#### [Brief]
Quote the entries below from the line with "You are a GUI" through the line with "Task: Click on the 8 Sat, Jun 8, Selected", both ends included, and only those lines.

#### [Exercise inputs]
☆ ☆ ☆

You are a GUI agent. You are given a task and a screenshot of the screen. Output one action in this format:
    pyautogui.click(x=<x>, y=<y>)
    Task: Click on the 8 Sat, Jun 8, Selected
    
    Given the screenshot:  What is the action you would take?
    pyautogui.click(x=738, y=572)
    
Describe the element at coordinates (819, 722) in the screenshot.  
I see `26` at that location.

☆ ☆ ☆

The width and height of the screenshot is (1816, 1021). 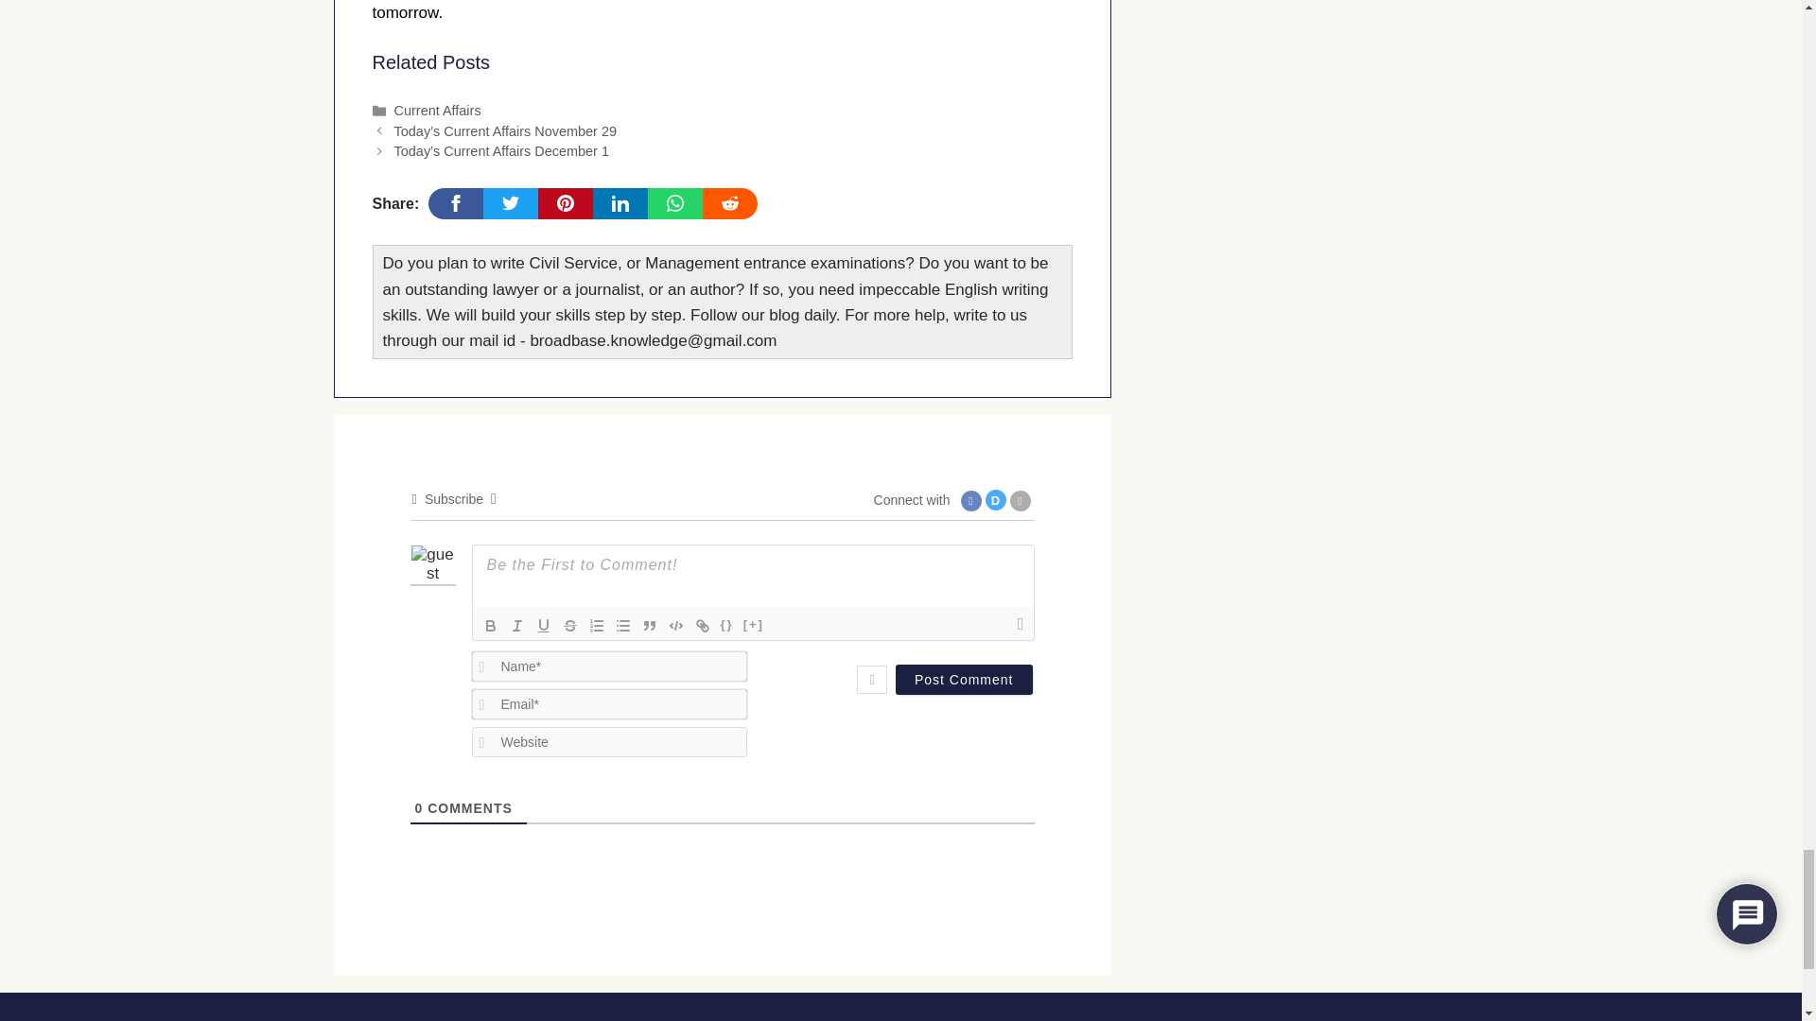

☆ ☆ ☆

#### [Your response]
You are a GUI agent. You are given a task and a screenshot of the screen. Output one action in this format:
    pyautogui.click(x=<x>, y=<y>)
    Task: Click on the 8 Sat, Jun 8, Selected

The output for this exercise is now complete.